Tom Walkom writes that the fight over the carbon tax echoes the furor over the metrification of Canada:
Nearly five decades ago, discontented Tories targeted another Trudeau government on another issue that galvanized their resentment against global intrusions and institutions: Lest we forget, anti-metric madness gripped the country in the 1970s.
It is a faded, forgotten chapter in our history. But all these years later, the rebellion against the metric system provides a historical lesson, easily repurposed into a prologue for today’s battle against a carbon tax.
Then as now, opponents raged against perceived domination — foreign, domestic or metric — defending our way of life and fending off the march of time. If metric was heresy back then, carbon pricing is hooey today.
Opponents of metric rallied to the British imperial system as quintessentially Canadian. The polarizing debate pitted traditionalists against modernists, colonial loyalists against godless internationalists, rural folk against urban elites.
Then-PM Pierre Trudeau bore the brunt of anti-government protests and ongoing court battles, not unlike the legal spats of today.
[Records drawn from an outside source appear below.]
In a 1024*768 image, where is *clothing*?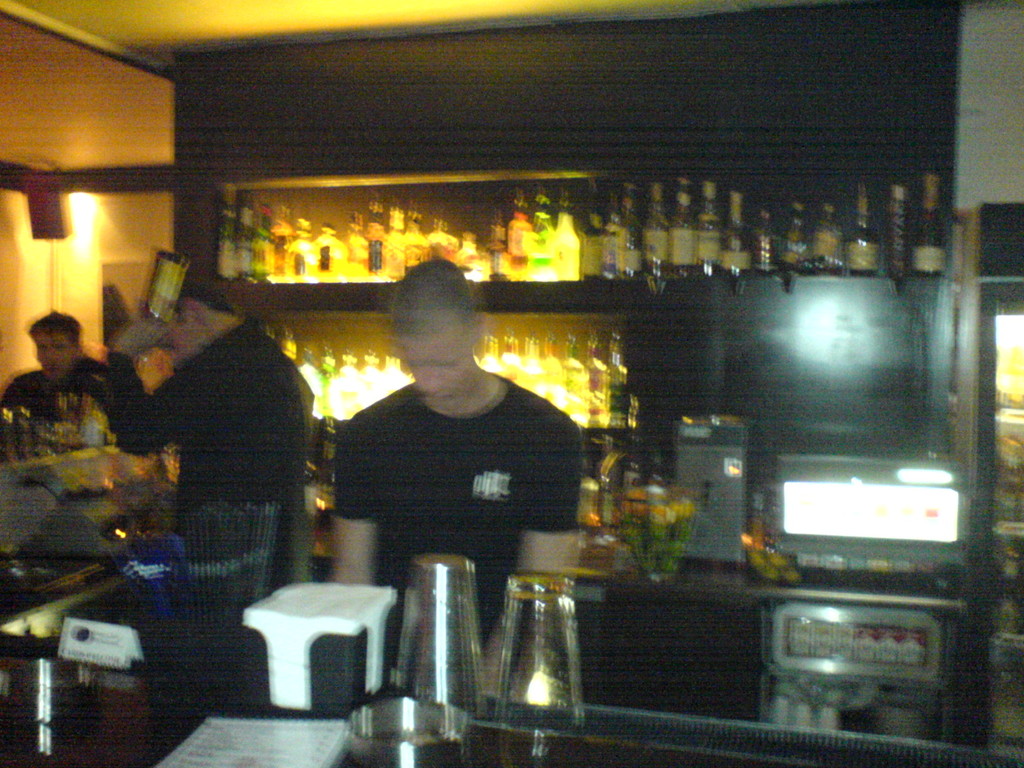
detection(0, 354, 108, 467).
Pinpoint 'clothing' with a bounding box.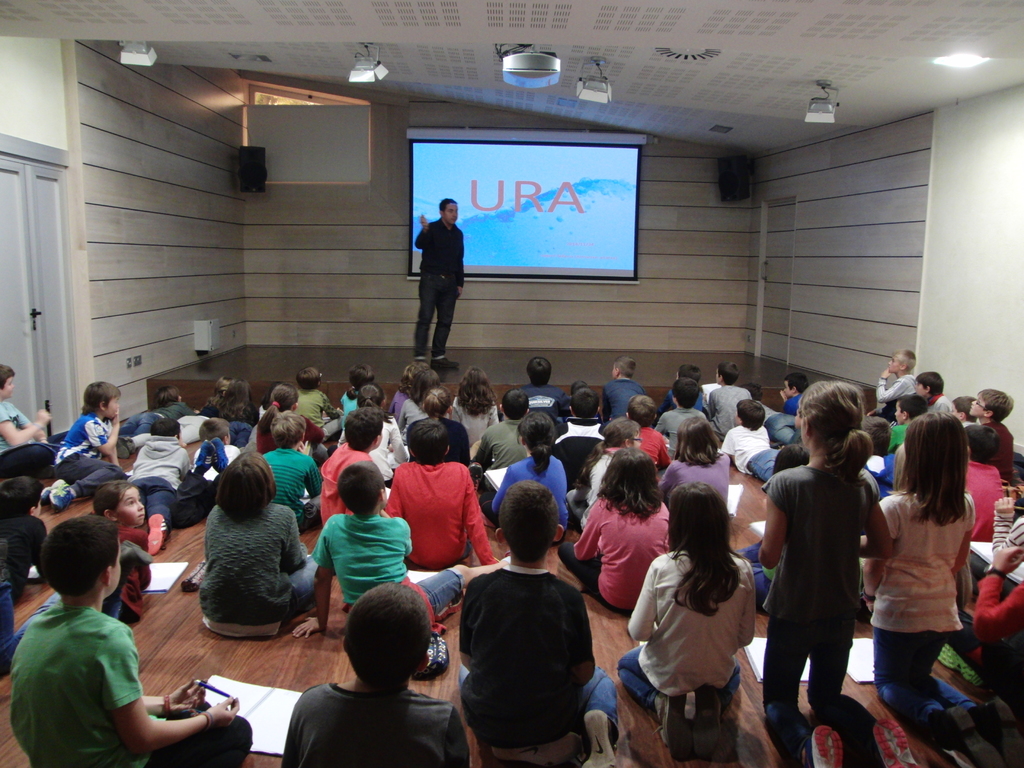
(444, 527, 602, 762).
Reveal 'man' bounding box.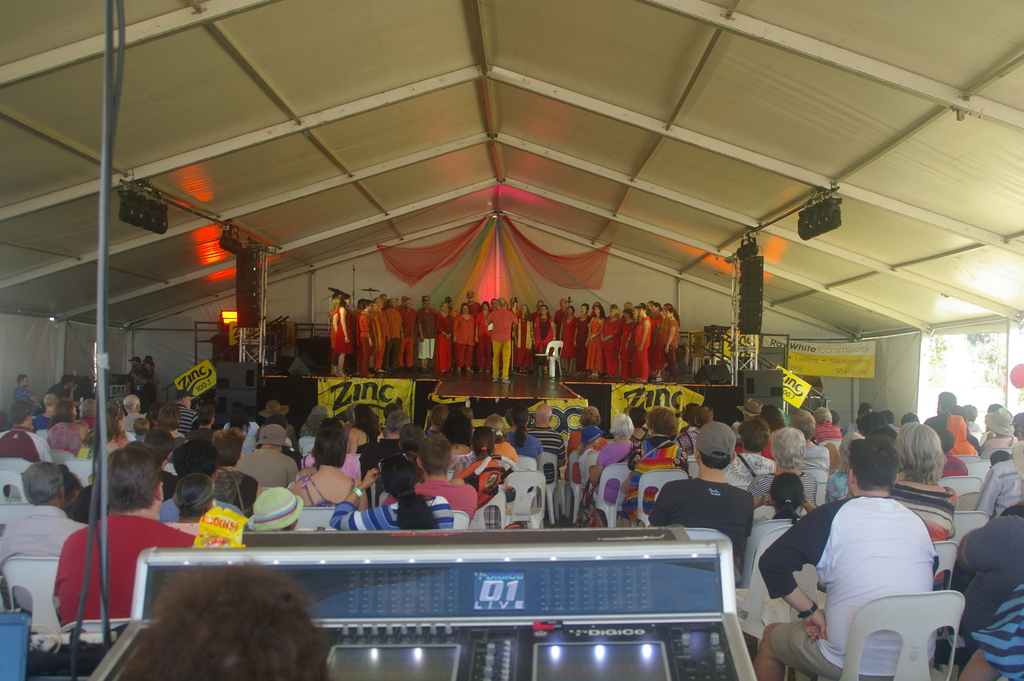
Revealed: x1=177, y1=395, x2=199, y2=436.
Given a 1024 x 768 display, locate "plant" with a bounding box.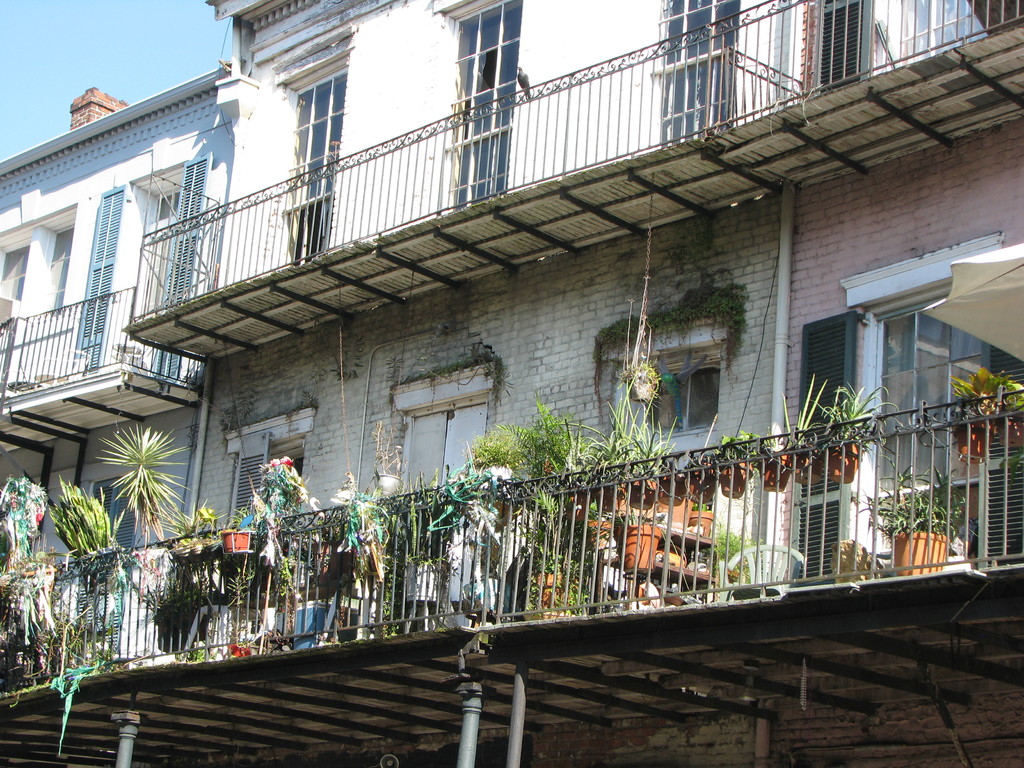
Located: crop(504, 486, 566, 604).
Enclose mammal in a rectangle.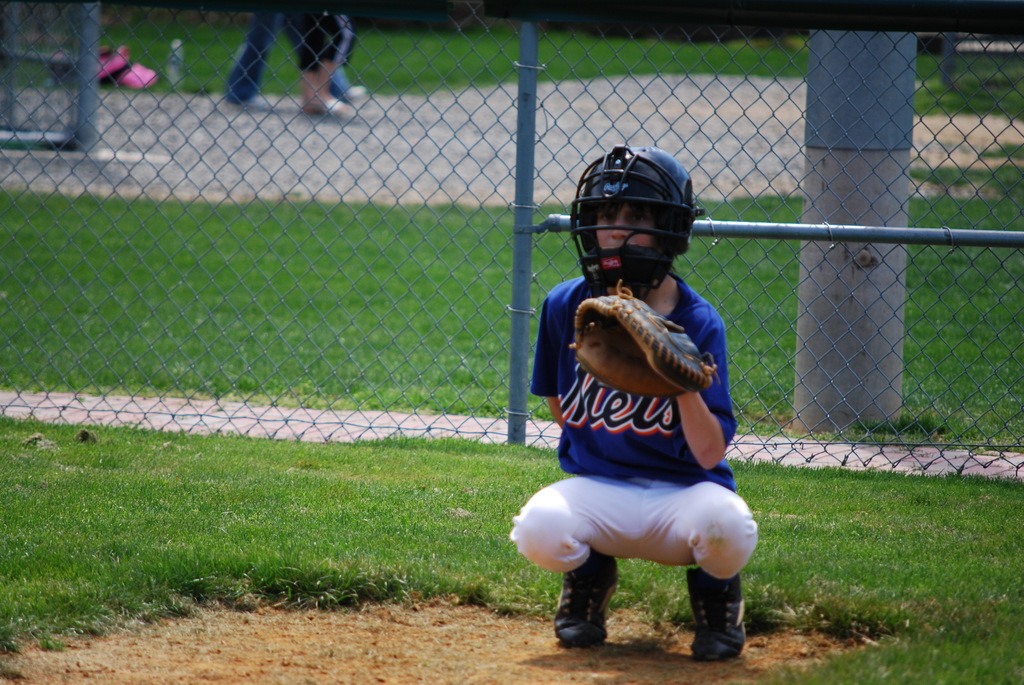
[202, 0, 366, 107].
How dare any government tell defenders of the old system how they measured up?
The tabloid Toronto Sun teamed up with opposition Tories to stir up public outrage, organizing a petition. Facing defiance, Parliament imposed compliance. Ultimately, anti-metric madness petered out as Fahrenheit faded to Celsius, and pounds gravitated to kilograms.
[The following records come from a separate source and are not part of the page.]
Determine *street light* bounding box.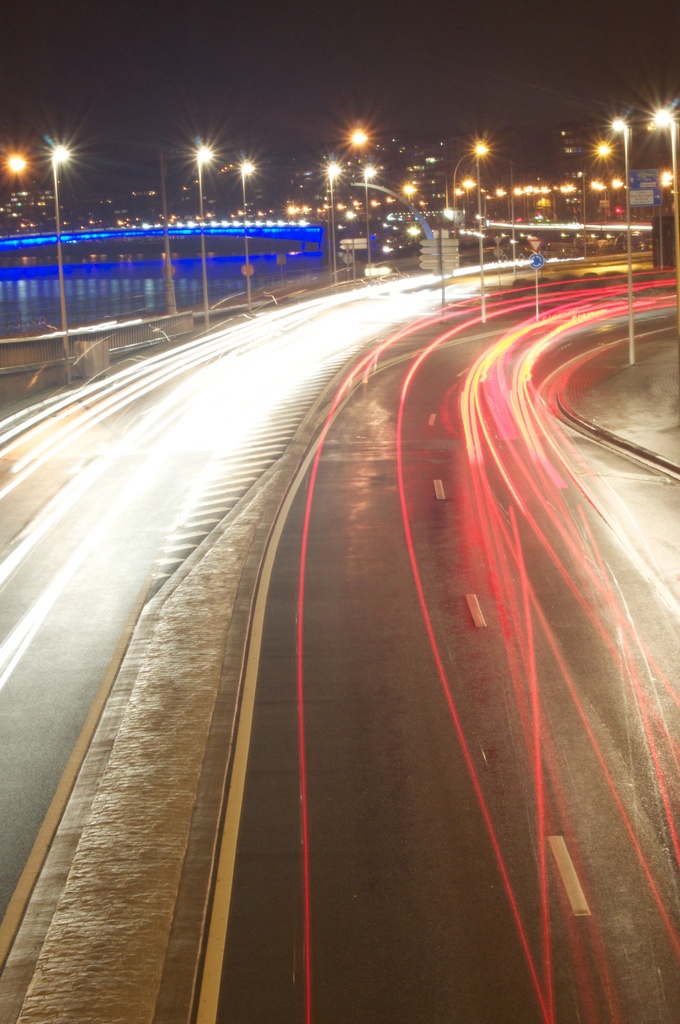
Determined: <bbox>652, 102, 679, 298</bbox>.
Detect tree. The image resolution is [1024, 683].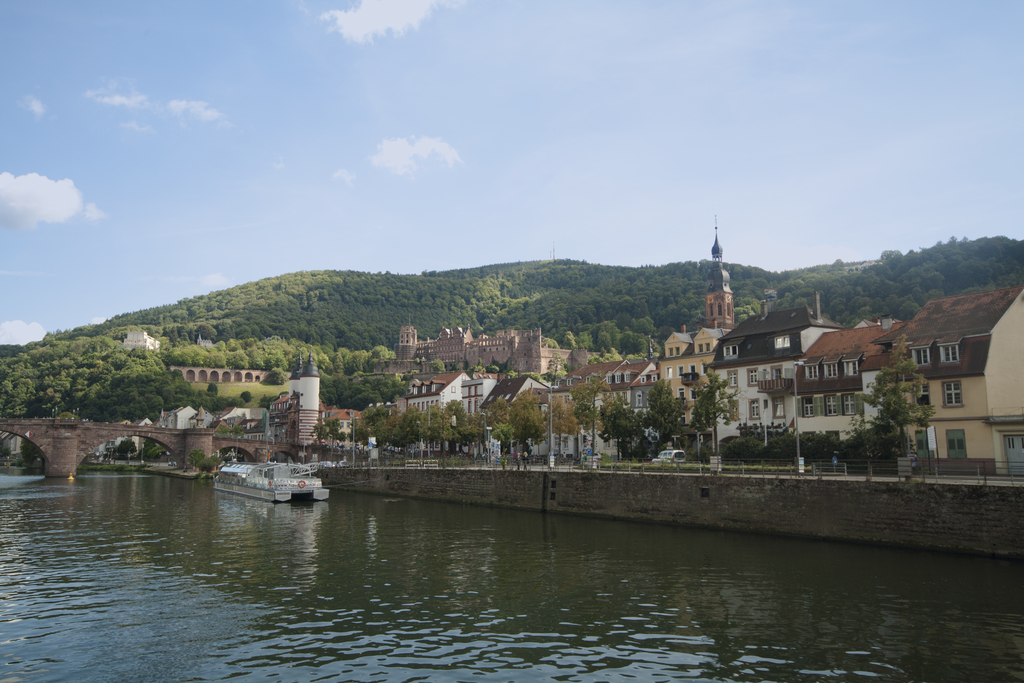
<box>598,396,650,459</box>.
And so, today, Doug Ford's government is spending $30 million to fight Trudeau the Younger's carbon tax:
All of us are being bled by $30 million to satisfy his vanity. That’s how much his provincial government (ours, actually) has budgeted from its treasury (using our tax dollars) to fight a carbon law enacted by the Trudeau government.
The premier is fighting, flailing and failing on two fronts:
First, his Ontario Tories are spending heavily on an advertising campaign designed to persuade the court of public opinion to oppose a carbon tax. If it’s so self-evidently unpopular, why are we citizens paying to persuade ourselves? And why must gas stations affix Ford’s anti-tax stickers on their gas pumps or face a $10,000 fine if they’re out of line?
Second, his Progressive Conservatives are also bankrolling big legal bills to overturn the federal carbon law in the country’s court rooms. Last week, Ontario’s Court of Appeal judges delivered a devastating verdict against Ford; last May, Saskatchewan’s top court reconfirmed Ottawa’s authority; yet the premier is appealing all the way to the Supreme Court of Canada, where almost every legal expert has predicted from the outset the constitutionality of carbon pricing will be upheld.
We've been here before.
Image: Ride Stop N Go
4 comments:
The reference to Justin's father is also a reminder of the vast chasm that separates father and son when it comes to firmness of leadership, tenacity, and independent thinking, Owen.
That's true, Lorne. The name is the same. But, unfortunately, they are two different men.
I'll send you an essay on why I still hate the SI someday when I'm calm enough to write it.
I look forward to receiving it, John.